No objective unit of measurement?

Is there an objective unit of measurement?

  • Yes
  • No
  • Not Sure
  • Other (Please explain)
  • Don’t Care!
0 voters

Two things:

  1. It seems that there is no “absolute” unit of measurement in that all measurements are just approximated comparisons; and,

  2. This supports the argument that subjective measurement is always flawed.

I ran around looking for, for example, what is a “meter”? and came up with this:

“Now, it is defined by the International Bureau of Weights and Measures as the distance travelled by light in absolute vacuum in 1/299,792,458 of a second.”

en.wikipedia.org/wiki/Metre

and I immediately see that, wait, how accurate is our measurement of the speed of light and how accurate is our measurement of a second?

Do you see where this is headed? Basically there is no objective unit of measurement. Everything seems to be sort of a circular argument.

Is this at all interesting? :slight_smile: Please vote in the poll, too, thanks.

Even if it’s “Don’t Care”!

I would vote, but I can’t… all the votes have been cast… and the grand total number cast is: 1!

Seriously? Voting is disabled?

Now it’s enabled.

Given the theory of relativity and the uncertainty principal, it’s difficult to assume any specific measurement. But I’d probably start from the quonta and work my way up. The only fundamental measurements I believe would be time, space, and mass. I think there’s also a museum in France with a steel bar for standardizing one meter.

I think there could be an objective system of measurement if matter isn’t infinitely divisible. If it is, then no.

A man-made steel bar would be a subjective measurement, I believe.

Although I suppose the steel bar adopts an objective existence once it is made and is therefore now an objective measurement.

I guess I’m using the definition of “objective measurement” to mean “natural”.

Like let’s say the monolith in 2001. A spooky object that is exactly the same size no matter how many you compare.

I had to vote “other” because you have not defined “absolute unit of measure.”

Once you do, I’ll be able to give a better answer.

Scientists have used the measure of a plank’s constant as a very natural unit of measurement. I forgot how it was determined, but I know there is a pretty good physical basis for it.

Measurement includes:

  1. A concept of some variable to be measured;

  2. A physical standard for measurement exhibiting a constant, finite extension in the dimension to be measured; and

  3. A method for determing the extension of other things in that dimension by reference to that standard.

Of these, the concept and the method have to be artificial. The physical standard may be natural or artificial.

If a measurement method uses a naturally-occurring standard, does that meet your definition of “absolute,” or are there other criteria to be satisfied as well?

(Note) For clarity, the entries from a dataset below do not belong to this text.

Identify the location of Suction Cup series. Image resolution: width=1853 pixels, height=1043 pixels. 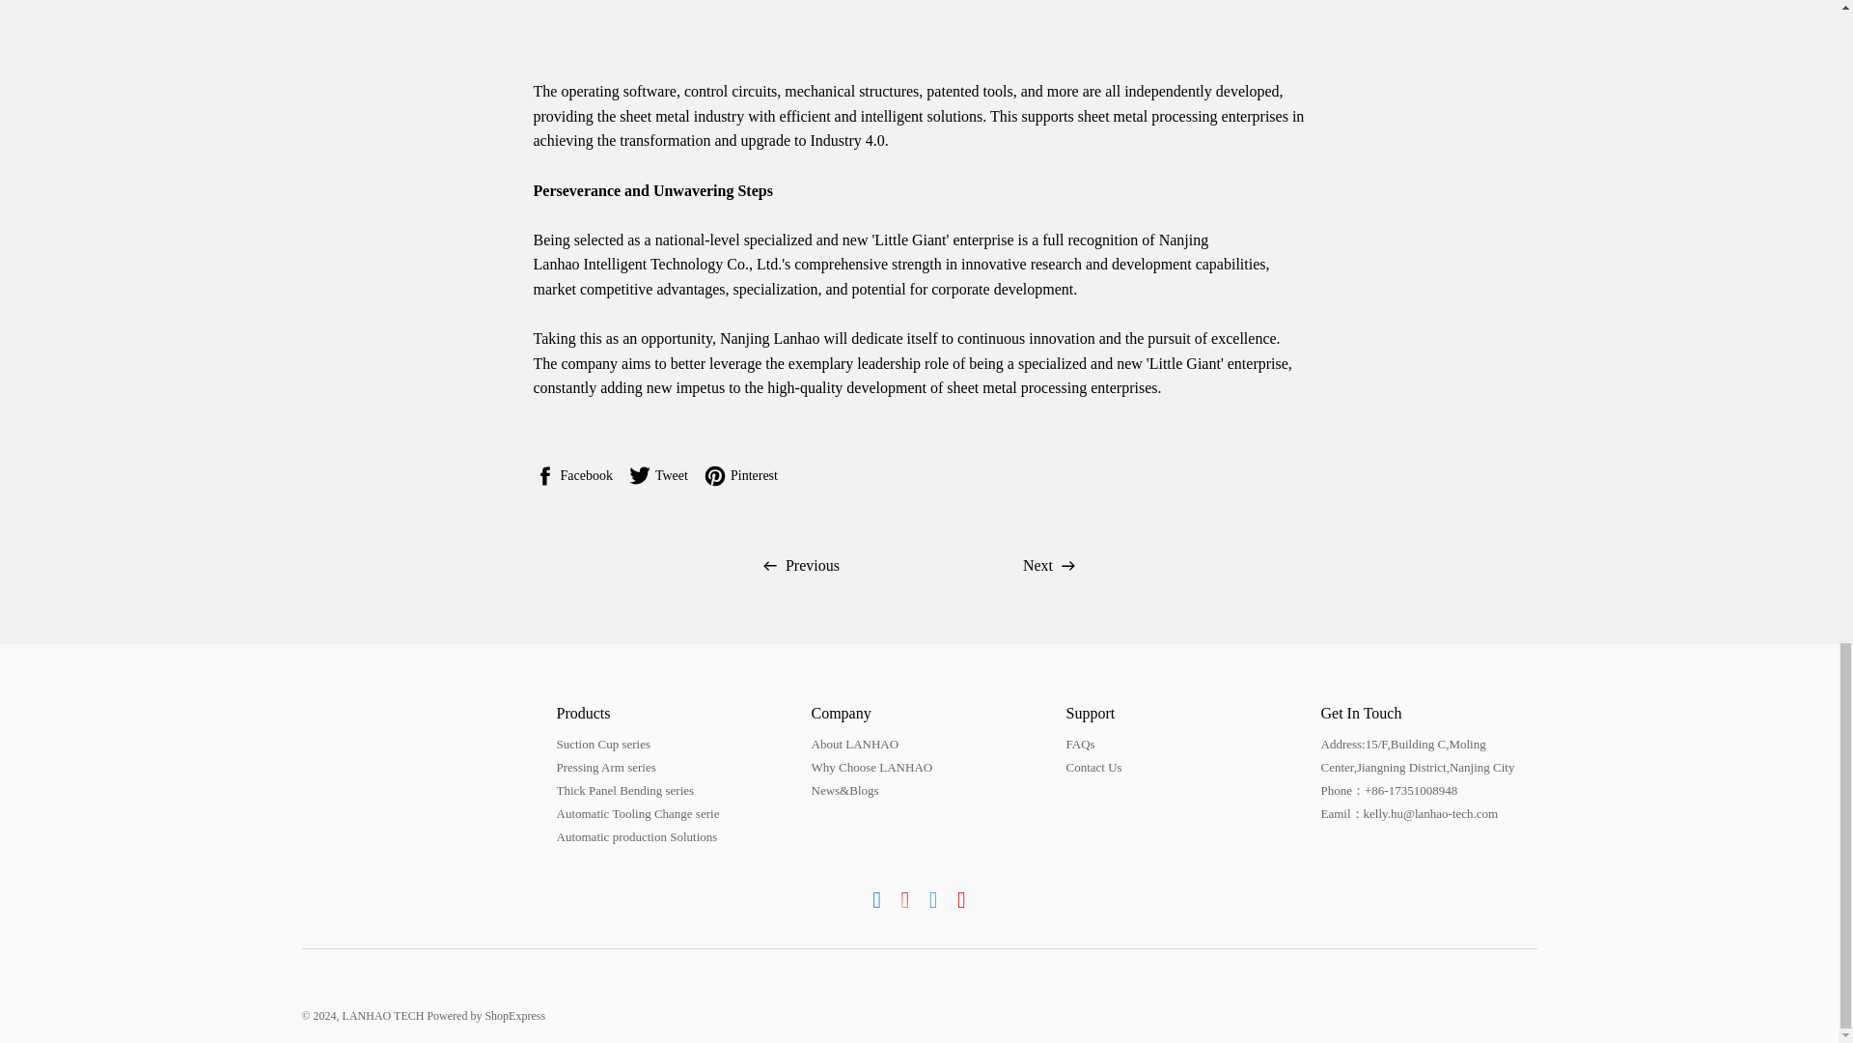
(602, 743).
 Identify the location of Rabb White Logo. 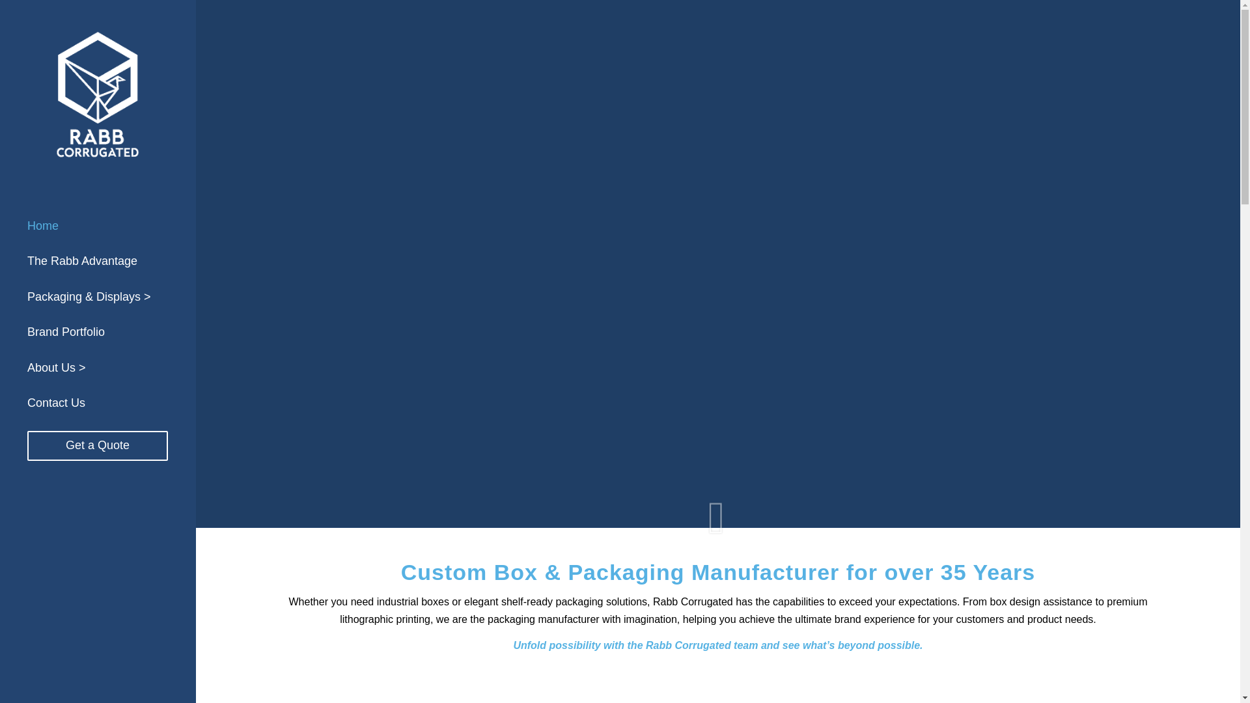
(98, 98).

Im sure they measure time by the radioactive decay of some element. near plutonium in the chemical scale; maybe not near plutonium, but thats been given as the standard internationally because it remains the same and isn’t open to Political’ness’s. remember everything is politics. everything! including time. nothing to do with the subjects’ circadium rhythm etc. same with dimensional measurements, if you assume space extends more than 1 and only finitely, not infinitely because then the space btween every space would be infinite and we’d get nowhere. then you need a constant, and the speed of a photon in a vacuum is a constant. except the experiment when they teleported a photon faster than the speed of light, thus ruining the famous e=mc2.

that aside, they use the constants of radioactive decay and photon waves. try to eliminate the variables i.e., vacuum. To come with an ‘absolute.’ but it is flawed… in more ways then i can remember. ‘a yardstick does not say that the object to be measured is one yard long’ Wittgenstein.